Well Saturday morning started with me comparing the Lampi to a guy's Kuzma TT just outside London (he is floored), then me flying to Leipzig, Germany (birthplace of Mahler, I think, and where Bach played in a church), stayed overnight, today morning heard the Western Electric speaker, and flew back straight to Barbican for Rachmaninov's Symphonic Dances. Great weekend.
So, the western electric horns are built by Silbatone, which also displays them at Munich (Silbatone is a non-profitable hobby, I think, for one of the Hyundai owners). The WE drivers are built by GIP (Japanese) and Line Magnetic (Chinese). GIP drivers are twice the price.
The one I heard was the first speaker ever made, and because it was used in a cinema to address a crowd of roughly 800, it crosses over the front axis to opposite corners so that everyone in the front row can hear, and then the sound carries forward like a mono. You actually get some stereo image two feet away, but as you go further back you get a mono. The best thing was, if you move around 180 degrees, the sound is excellent throughout - it just never goes off axis.
For those who heard the WE at Munich this year, this was a very similar presentation. The voice just floated out. It was being driven by Silvercore amps with WE 300b valves. For Schubert's Winterreise, and other opera, Elia Fitzgerald, or Billy Halliday, this is the best sound I can think of by far. Violins and piano and brass are great. Tonality and Timbre is superb.
So I put in Rachmaninov's Symphonic Dances, thinking I would throw it off with bass and dynamics. The guy had a woofer behind the curtains using the whole wall as a baffle. It was great. The speaker is crossoverless down to almost 70Hz.

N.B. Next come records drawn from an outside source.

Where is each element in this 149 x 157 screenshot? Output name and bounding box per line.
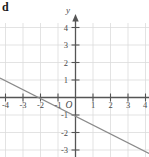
- x-tick-label: 1: [91, 100, 95, 110]
- y-tick-label: 3: [64, 40, 68, 50]
- y-tick-label: 2: [64, 58, 68, 68]
- y-tick-label: -3: [61, 145, 68, 155]
- y-tick-labels: -3 -2 -1 1 2 3 4: [61, 23, 69, 156]
- y-axis-arrowhead: [72, 14, 78, 22]
- y-tick-label: -1: [61, 110, 68, 120]
- x-tick-label: -3: [19, 100, 26, 110]
- x-tick-label: 4: [143, 100, 148, 110]
- x-tick-label: 2: [108, 100, 112, 110]
- x-tick-label: 3: [126, 100, 130, 110]
- y-axis-label: y: [65, 5, 70, 15]
- origin-label: O: [66, 100, 73, 110]
- coordinate-plane: y O -4 -3 -2 -1 1 2 3 4 -3 -2 -1 1 2 3 4: [0, 0, 149, 157]
- x-tick-label: -4: [2, 100, 10, 110]
- plotted-line: [0, 78, 149, 154]
- y-tick-label: 1: [64, 75, 68, 85]
- x-tick-label: -2: [37, 100, 44, 110]
- graph-figure: d: [0, 0, 149, 157]
- y-tick-label: -2: [61, 128, 68, 138]
- x-tick-label: -1: [54, 100, 61, 110]
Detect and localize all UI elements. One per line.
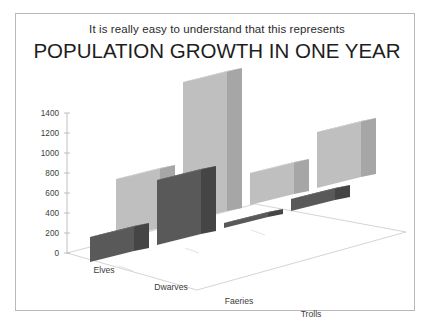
- y-tick-label: 0: [54, 249, 59, 258]
- category-label-elves: Elves: [93, 265, 114, 275]
- y-tick-label: 600: [45, 189, 59, 198]
- y-tick-label: 1000: [41, 149, 60, 158]
- y-axis: 1400 1200 1000 800 600 400 200 0: [41, 109, 70, 258]
- bar-chart-3d-svg: 1400 1200 1000 800 600 400 200 0: [0, 0, 434, 335]
- chart-plot-area: 1400 1200 1000 800 600 400 200 0: [0, 0, 434, 335]
- y-tick-label: 1400: [41, 109, 60, 118]
- y-axis-tick-labels: 1400 1200 1000 800 600 400 200 0: [41, 109, 60, 258]
- chart-page: It is really easy to understand that thi…: [0, 0, 434, 335]
- y-tick-label: 200: [45, 229, 59, 238]
- category-label-trolls: Trolls: [301, 309, 322, 319]
- category-label-dwarves: Dwarves: [154, 282, 187, 292]
- bar-trolls-series2: [317, 118, 376, 188]
- category-label-faeries: Faeries: [225, 296, 254, 306]
- y-tick-label: 800: [45, 169, 59, 178]
- y-tick-label: 1200: [41, 129, 60, 138]
- y-tick-label: 400: [45, 209, 59, 218]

The width is 2.8m, 60cm deep, 220 kgs (400lbs) of steel. Easily a speaker I could live with. Mind you, this is not a hifi speaker like Trios with bass horns that will tick off a hifi checklist. On some music, it might irritate you. Rough costs are just over 25 - 30k EUR with the line magnetic drivers and over 35k with the GIP ones. One can start with line magnetic and upgrade to GIP.
Just hang the speaker on your wall, add a woofer, and you are done.
The guy also had a pair of Altec Horns. He is the manufacturer of Silvercore amps and is a distributor for GIP.
So, the western electric horns are built by Silbatone, which also displays them at Munich (Silbatone is a non-profitable hobby, I think, for one of the Hyundai owners). The WE drivers are built by GIP (Japanese) and Line Magnetic (Chinese). GIP drivers are twice the price.
The one I heard was the first speaker ever made, and because it was used in a cinema to address a crowd of roughly 800, it crosses over the front axis to opposite corners so that everyone in the front row can hear, and then the sound carries forward like a mono. You actually get some stereo image two feet away, but as you go further back you get a mono. The best thing was, if you move around 180 degrees, the sound is excellent throughout - it just never goes off axis.
For those who heard the WE at Munich this year, this was a very similar presentation. The voice just floated out. It was being driven by Silvercore amps with WE 300b valves. For Schubert's Winterreise, and other opera, Elia Fitzgerald, or Billy Halliday, this is the best sound I can think of by far. Violins and piano and brass are great. Tonality and Timbre is superb.
So I put in Rachmaninov's Symphonic Dances, thinking I would throw it off with bass and dynamics. The guy had a woofer behind the curtains using the whole wall as a baffle. It was great. The speaker is crossoverless down to almost 70Hz.
The width is 2.8m, 60cm deep, 220 kgs (400lbs) of steel. Easily a speaker I could live with. Mind you, this is not a hifi speaker like Trios with bass horns that will tick off a hifi checklist. On some music, it might irritate you. Rough costs are just over 25 - 30k EUR with the line magnetic drivers and over 35k with the GIP ones. One can start with line magnetic and upgrade to GIP.
Just hang the speaker on your wall, add a woofer, and you are done.
The guy also had a pair of Altec Horns. He is the manufacturer of Silvercore amps and is a distributor for GIP.